To become a religious community . . .
The unexpected happened. While meditating the grace of La Salette and meeting the spiritual needs of the pilgrims, the missionaries were quickly led to a conversion in their own lives as well as in the life of their ministering group. In a founding letter written on August 4th, 1855, Father Denaz petitions Bishop Ginoulhiac for ' the religious with the three vows' (poverty, chastity, obedience). He is convinced that 'Our Lady of La Salette wants a congregation in keeping with the importance and the expansion of the work she herself came to initiate.' The vows of the religious life, first temporary and then perpetual, would endow the congregation with the elements needed for permanence and expansion.
The La Salette message thus deepened and lived would become a remedy adapted to the evils devouring society. Religious women would live within the same spirit.
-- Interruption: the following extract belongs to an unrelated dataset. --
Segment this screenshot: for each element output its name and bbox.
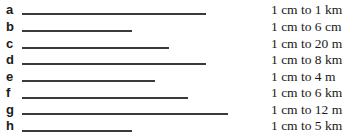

First vows were taken in 1858. That very year, Sylvain-Marie Giraud asked to join the Missionaries of Our Lady of La Salette. As a novice and later as a Master of Novices and Superior, he would make of this first generation a true religious community.
He would be helped by men of mettle such as Father Archier, Perrin, Chapuy, Henri and Jean Berthier. Filled with the grace of La Salette, it took these few men, they were eleven, a very short time to spread the message of La Salette into other Dioceses.
... to a missionary congregation
It is 1876 and Monseigneur Fava, a missionary Bishop (La Reunion, Zanzibar, Martinique), assumed the direction of the diocese of Grenoble. He wanted the community to become a true congregation. Following a plan drawn by Fr. Giraud, a book of constitutions was crafted together, point by point. The Superior General, Fr. Archier and his Council were elected. The Bishop favored the founding of an apostolic school, or minor seminary, to guarantee its own recruitment and its independence. Fr. Jean Bertheir became its first director. At this time, Bishop Bernard, Apostilic Prefect of Norway, was looking for missionaries. In 1878, Pope Leo XIII received the Bishop of Grenoble and Fr. Henri Berthier in an audience and proposed that the Constitutions of the Missionaries of La Salette be approved in Rome.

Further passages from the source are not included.